This week is also Market week in High Point. I miss the days of flashing a business card, getting credentials and going to market. As a designer, I always went with my employer to see my fabrics and how the interior designers used them. It's great to hear that the piece is creating large sales dollars. It is the world's home for home furnishings and just everybody is there.
The connection to the Revolution at market is most obvious. The high end furniture is primarily influenced by the 18th century, - that's right our Revolutionary and Colonial days.
But thanks to the American experiment, the market evolved here and you can get just about everything.
What next? Well, if you start a business connected to the industry and register you can go to market again in October. It happens twice a year. They don't just let anyone in however. You need an economic reason. So make something and sell it to someone or bring it to market, then register and go!! NC is the place to be.
As with all things from our Revolutionary times, its easy to forget the contributions of our forefathers. An interesting webpage from the Tradition Fine Arts Organization explains how things are brought into focus...
"It took only one sentence uttered from the American curator at the Metropolitan Museum of Art in a speech at the First Antiques Forum at Williamsburg in 1949 to ignite a firestorm of research and exhibitions on early American Southern furniture. "Very little of artistic merit was made south of Baltimore," he declared. He might as well have fired the first cannon volley on Ft. Sumter."
The webpage reminds me to tell you that if you can't get to market, you can get to the Museum of Early Southern Decorative Arts (MESDA) at Old Salem in Winston-Salem. There you will see what fine furniture is all about. The original documents for the quote in the Traditional Fine Arts Organization comes from the Mint museum in Charlotte.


WHAT YOU WILL DO
Return each line of the entries that holds the string "button".
EXCERPTED DATA: Begin
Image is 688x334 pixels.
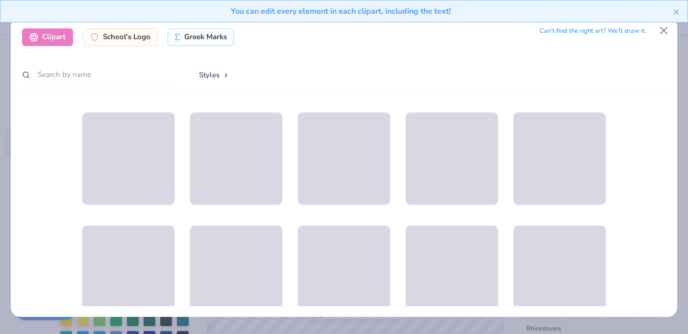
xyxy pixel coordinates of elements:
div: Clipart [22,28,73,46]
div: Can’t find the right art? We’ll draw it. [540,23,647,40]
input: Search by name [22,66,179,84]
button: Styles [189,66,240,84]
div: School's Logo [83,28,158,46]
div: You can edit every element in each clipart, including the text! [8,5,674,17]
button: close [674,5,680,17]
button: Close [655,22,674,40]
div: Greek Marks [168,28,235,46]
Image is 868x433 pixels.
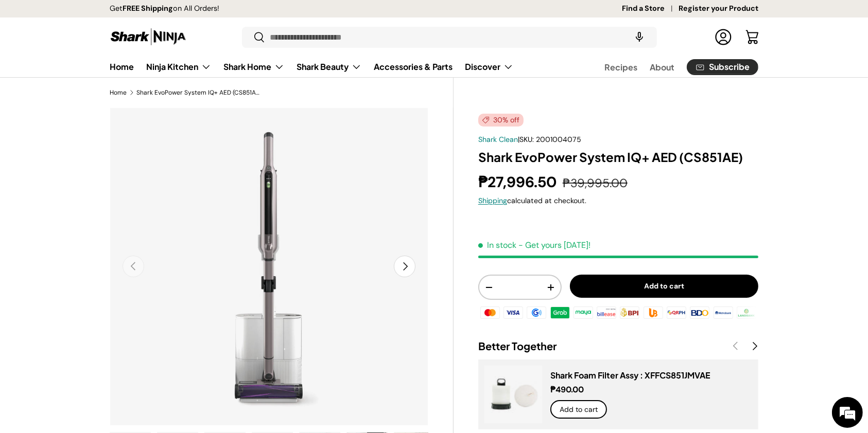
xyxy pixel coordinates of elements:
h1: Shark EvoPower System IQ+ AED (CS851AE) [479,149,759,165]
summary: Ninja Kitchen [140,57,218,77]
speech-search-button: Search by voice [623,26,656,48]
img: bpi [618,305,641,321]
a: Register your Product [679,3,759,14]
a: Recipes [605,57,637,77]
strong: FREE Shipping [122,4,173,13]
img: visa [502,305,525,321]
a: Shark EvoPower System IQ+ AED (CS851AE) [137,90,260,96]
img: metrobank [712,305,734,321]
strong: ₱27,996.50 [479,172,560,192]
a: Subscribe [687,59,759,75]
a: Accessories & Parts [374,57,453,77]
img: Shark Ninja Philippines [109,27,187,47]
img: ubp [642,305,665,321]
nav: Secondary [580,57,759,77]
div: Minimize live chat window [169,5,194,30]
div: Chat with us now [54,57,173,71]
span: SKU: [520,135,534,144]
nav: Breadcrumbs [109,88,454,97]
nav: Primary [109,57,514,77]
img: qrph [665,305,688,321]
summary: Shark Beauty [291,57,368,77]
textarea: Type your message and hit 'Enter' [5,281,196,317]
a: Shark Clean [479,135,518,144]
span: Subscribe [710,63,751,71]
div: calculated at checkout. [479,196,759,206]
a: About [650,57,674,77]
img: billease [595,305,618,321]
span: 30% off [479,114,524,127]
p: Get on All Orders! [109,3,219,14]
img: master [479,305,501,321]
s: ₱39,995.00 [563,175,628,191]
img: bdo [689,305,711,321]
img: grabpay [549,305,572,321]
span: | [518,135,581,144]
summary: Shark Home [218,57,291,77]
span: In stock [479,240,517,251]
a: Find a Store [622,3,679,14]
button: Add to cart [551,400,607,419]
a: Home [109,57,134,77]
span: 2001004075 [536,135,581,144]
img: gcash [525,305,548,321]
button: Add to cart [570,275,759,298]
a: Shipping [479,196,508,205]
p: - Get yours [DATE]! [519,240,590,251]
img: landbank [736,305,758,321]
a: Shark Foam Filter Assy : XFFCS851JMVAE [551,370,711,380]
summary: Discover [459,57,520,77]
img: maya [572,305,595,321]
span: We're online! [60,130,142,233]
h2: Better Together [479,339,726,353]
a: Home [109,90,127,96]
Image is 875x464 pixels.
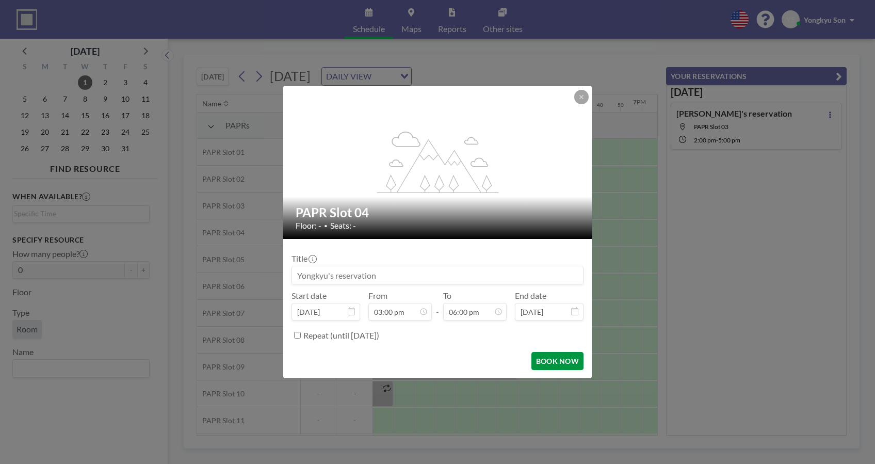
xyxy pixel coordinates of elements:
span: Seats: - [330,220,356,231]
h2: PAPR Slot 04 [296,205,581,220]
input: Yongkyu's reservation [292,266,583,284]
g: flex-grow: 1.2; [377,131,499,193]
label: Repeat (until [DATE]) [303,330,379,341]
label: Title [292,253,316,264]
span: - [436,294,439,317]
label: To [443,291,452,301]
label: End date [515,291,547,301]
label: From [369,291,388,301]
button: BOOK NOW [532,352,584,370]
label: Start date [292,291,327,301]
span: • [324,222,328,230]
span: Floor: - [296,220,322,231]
EXCERPTED DATA: End
WRITTEN RESPONSE
button: Styles [189,66,240,84]
button: close [674,5,680,17]
button: Close [655,22,674,40]
speech-search-button: Search by voice [623,26,656,48]
button: Add to cart [551,400,607,419]
button: Add to cart [570,275,759,298]
button: BOOK NOW [532,352,584,370]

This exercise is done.